The New York Observer was a weekly Manhattan newspaper memorable for the color of paper it was printed on, when Carter saw possibilities, leaving Spy in 1991. “I thought, ‘I can make this a thing.'”

And in a year, the Observer could be seen in the offices of major editors all over Europe (because Carter had sent them). But a visiting American publisher took note.  “And he comes back thinking, ‘This is a huge international hit!'” laughed Carter.

S.I. Newhouse, head of the Condé Nast magazine empire, made Graydon Carter editor of Vanity Fair, where the going was very good indeed. “I flew the Concord more than 60 times,” Carter said. “When you went to another city you had a car and driver. You had a car and driver in New York. It was very heady. But at the same time, it was all predicated on you making a successful magazine.”

Through the magazine, and his own outsized persona, Carter was often described as a tastemaker quietly shaping pop culture — someone making who’s who, and saying what’s what.
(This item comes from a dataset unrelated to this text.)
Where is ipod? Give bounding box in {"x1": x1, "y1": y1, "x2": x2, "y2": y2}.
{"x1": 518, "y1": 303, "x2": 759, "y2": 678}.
He was responsible for bringing Monica Lewinsky back for a reset … revealing the identity of “Deep Throat” … squiring Diana, Princess of Wales in London … the worldwide exclusive worldwide introductions of Tom Cruise and his family, and of Caitlyn Jenner.
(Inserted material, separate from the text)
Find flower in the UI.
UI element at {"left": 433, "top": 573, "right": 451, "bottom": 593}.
But Jennifer Aniston was the all-time best-selling cover. “You look back now, you think, ‘What was all the fuss?'” he said. “But she had just broken up with Brad Pitt, and this is her talking about him, and crying.”

A successful magazine is something greater than sum of subscription and newsstand sales. For 31 years, Vanity Fair has been synonymous with Oscar party. Hollywood’s party of the year was Graydon Carter’s magic. “It became not how to get people in, but how to keep people out,” he said.

So, what is it about parties that he is so good at? “We had no VIP sections,” he explained. “Once you got in, everybody’s the same. And with a party, it’s about the right curation of people.”

“Curation is very important to everything you’ve done,” I said.

“If it’s interesting to me, I think it might be interesting to others,” he replied.

Graydon Carter resigned from Vanity Fair in 2017 and retired to the south of France. It didn’t take.

His idea of retirement was to start something brand new. “I wanted to produce something that’d be like a dispatch,” he said.

Air Mail is an email newsletter. It began six years ago, and is said to have half a million subscribers in 219 countries. Filled with thoughtful features and travel and shopping recommendations (all carefully curated, of course), Carter, at 76, is still finding ways to bring in readers. 

The impresario says he has “stumbled” a lot along the way. Asked to define “stumble,” Carter replied, “Life is a bone yard of minor mistakes and fumbles.”

“I’ve always felt that introductions would be far more interesting if you skipped the highlights … it’s the lowlights where everything happens,” I said.

“100%,” said Carter. “Successes are really boring. Failures are much more fascinating.”

      
READ AN EXCERPT: “When the Going Was Good” by Graydon Carter

      
For more info:

      
Story produced by Mary Raffalli. Editor: Ed Givnish.